Stuff you need to know before the POCM makes sense. Ideas, rituals and myths Christianity boosted from the Pagans. Some of the Pagan's dying-resurrected godmen The Triumph of Christianity Discover mainstream scholarship about Christianity's Pagan origins What did the Christians borrow? You are here.
home > the end > doh!differences, etc. next time you're in church
Doh!

.
Doh!  We've been asking a silly question. Christianity isn't Pagan in the sense that slathering priests drink babies' blood.  Christianity is Pagan in the sense that the first Christians built their new religion out of the ideas, rituals, and myths that defined the Pagan culture they grew up in. 

 


Shhhh, don't tell  

You're thinking of the Trilateral Commission. And it's not priests, it's bug-eyed-aliens.

They also read our mail.

 
"Was Christianity new and unique?" What we've really been asking is, "Are our ridiculous myths different from everybody else's ridiculous myths."  The answer is No. 

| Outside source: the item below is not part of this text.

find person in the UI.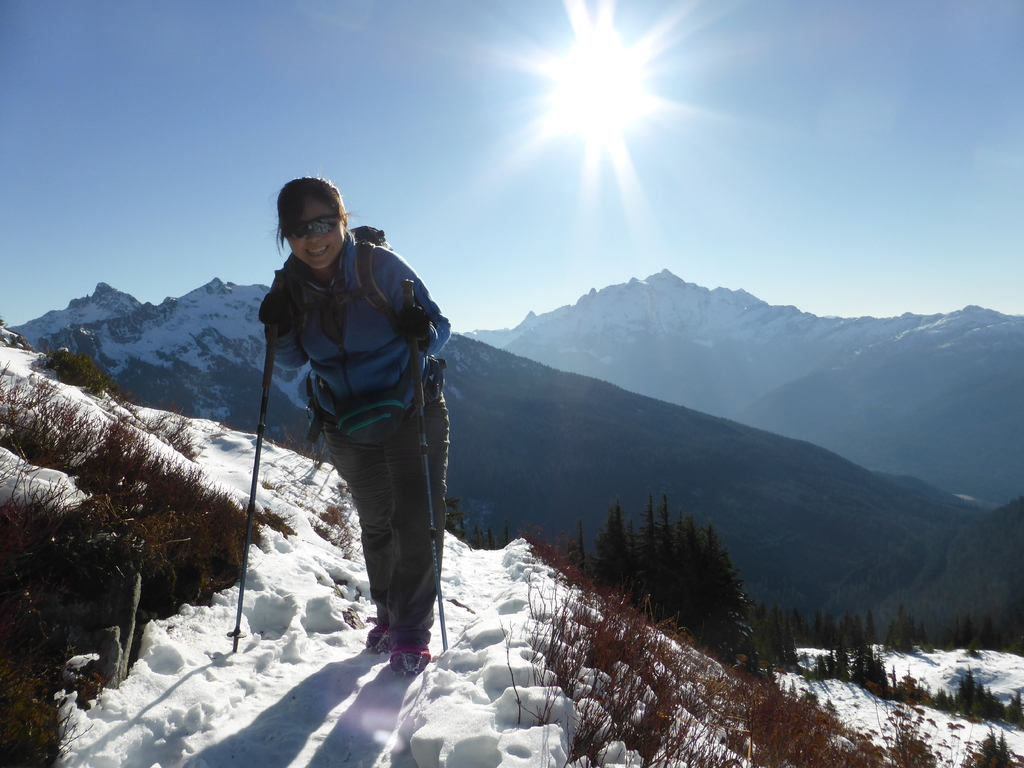
UI element at [258,171,458,682].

I don't know about you, but now that I see it, the answer is so clear I can't believe I didn't see it before.  And the original question seems silly.  And creepy.
 

I'm not the first person to see it this way. Here's how Mrs. Crossan's little boy Johnny put's it:

Augustus came from a miraculous conception by the divine and human conjunction of [the God] Apollo and [his mother] Atia. How does the historian respond to that story? Are there any who take it literally?... That divergence raises an ethical problem for me. Either all such divine conceptions, from Alexander to Augusts and from the Christ to the Buddha, should be accepted literally and miraculously or al of them should be accepted metaphorically and theologically. It is not morally acceptable to say directly and openly that our story is truth but yours is myth; ours is history but yours is a lie. It is even less morally acceptable to say that indirectly and covertly by manufacturing defensive or protective strategies that apply only to one's own story. [John Crosssan, The Birth of Christianity, 1998, pg 28 - 29.]